I've been setting up client side testing with grunt+browserify+karma+jasmine lately. It's pretty freaking powerful. But, none of the usual suspects for mocking http.get requests work well with it (sinon fails to execute in a browserify test environment; nock expects to be running in a node environment with the ClientRequest object available).
using npm to install sinon; shimming sinon in my karma browserify plugin config (`'sinon' : 'global:sinon'`)since it doesn't follow CommonJS; using browserify (and the karma browserify plugin) to require('sinon'); sinon is undefined after var sinon = require('sinon'). Might be something up with my config, but none of the other non-commonjs modules I shim (jquery, swfobject) have the same issues.
Yes, we're using Express.js. QUnit looks interesting, I think I'll start with it. Is it pretty standard to just have an HTML file that runs all your client-side tests?
I wonder if the guys are doing code reviews for each PR along with making sure build is green. In our team, we've been doing code reviews for about three years now and can't imagine our workflow without them.
Yes, we're absolutely doing code reviews for each PR. Should have mentioned it in the post. Our general policy is to have engineers merge their own PRs, but only after at least 1-2 people have reviewed them (and obviously more for sensitive changes). The dialog that takes place in PRs helps enforce (and sometimes define) our style standards, teach engineers the idioms of a languages they may be new to, and ensure that we're always moving our codebase in the right direction. (They're also a great place to teach people how to write cleaner and less brittle tests!)
Ironically, AngelList posted a slideshow the other day about how they don't use tests because they increase development time and make it hard to be agile. They instead iterate quickly, pushing out new versions and fixing rapidly as things come up.
If you can test everything manually with confidence that every incremental change breaks nothing you've ever thought about prior to the present, I suggest you work on more complicated things. Otherwise, you're mistaken.
The irony is that AngelList allegedly generates funding for real engineering teams.

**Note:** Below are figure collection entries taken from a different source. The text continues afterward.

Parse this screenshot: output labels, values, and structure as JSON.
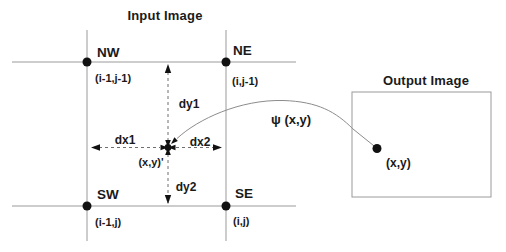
{
  "input_image": {
    "title": "Input Image",
    "corners": [
      {
        "label": "NW",
        "coord": "(i-1,j-1)"
      },
      {
        "label": "NE",
        "coord": "(i,j-1)"
      },
      {
        "label": "SW",
        "coord": "(i-1,j)"
      },
      {
        "label": "SE",
        "coord": "(i,j)"
      }
    ],
    "center_point_label": "(x,y)'",
    "distance_labels": {
      "dx1": "dx1",
      "dx2": "dx2",
      "dy1": "dy1",
      "dy2": "dy2"
    }
  },
  "mapping_label": "ψ (x,y)",
  "output_image": {
    "title": "Output Image",
    "point_label": "(x,y)"
  },
  "colors": {
    "grid_line": "#9a9a9a",
    "dashed_line": "#6f6f6f",
    "mapping_curve": "#8c8c8c",
    "ink": "#111111",
    "background": "#ffffff"
  }
}
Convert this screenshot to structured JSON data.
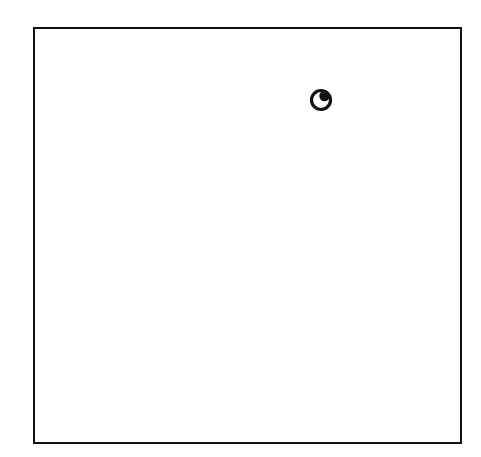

Well, AirBnB is a good example of a startup where the real value - and challenge - was in its novel business model, NOT in the engineering challenges of creating their webpage - which is very nice, but they might have succeeded with a Craigslist-like page for all I know if they solved the problem of creating a marketplace.
So I agree with the general idea behind what AngelList is saying. If the startup value proposition is based on solving a "hard " engineering problem, OTOH, it's not such a good idea... but it seems that most problems startups tackle are NOT engineering problems.
Wow. I'm surprised at how big they were able to scale, while still pushing most commits directly to master and having a test suite that took 1hr to run.
Still not disabled! Although at this point we're so habituated to PRs as a team that in practice it never happens. We did finally disable force pushes to master, though. Don't miss those one bit.
It is very easy to only allow others to pull your repository. It then functions much the same way as an open source project where pull requests are required to get code into the main repo.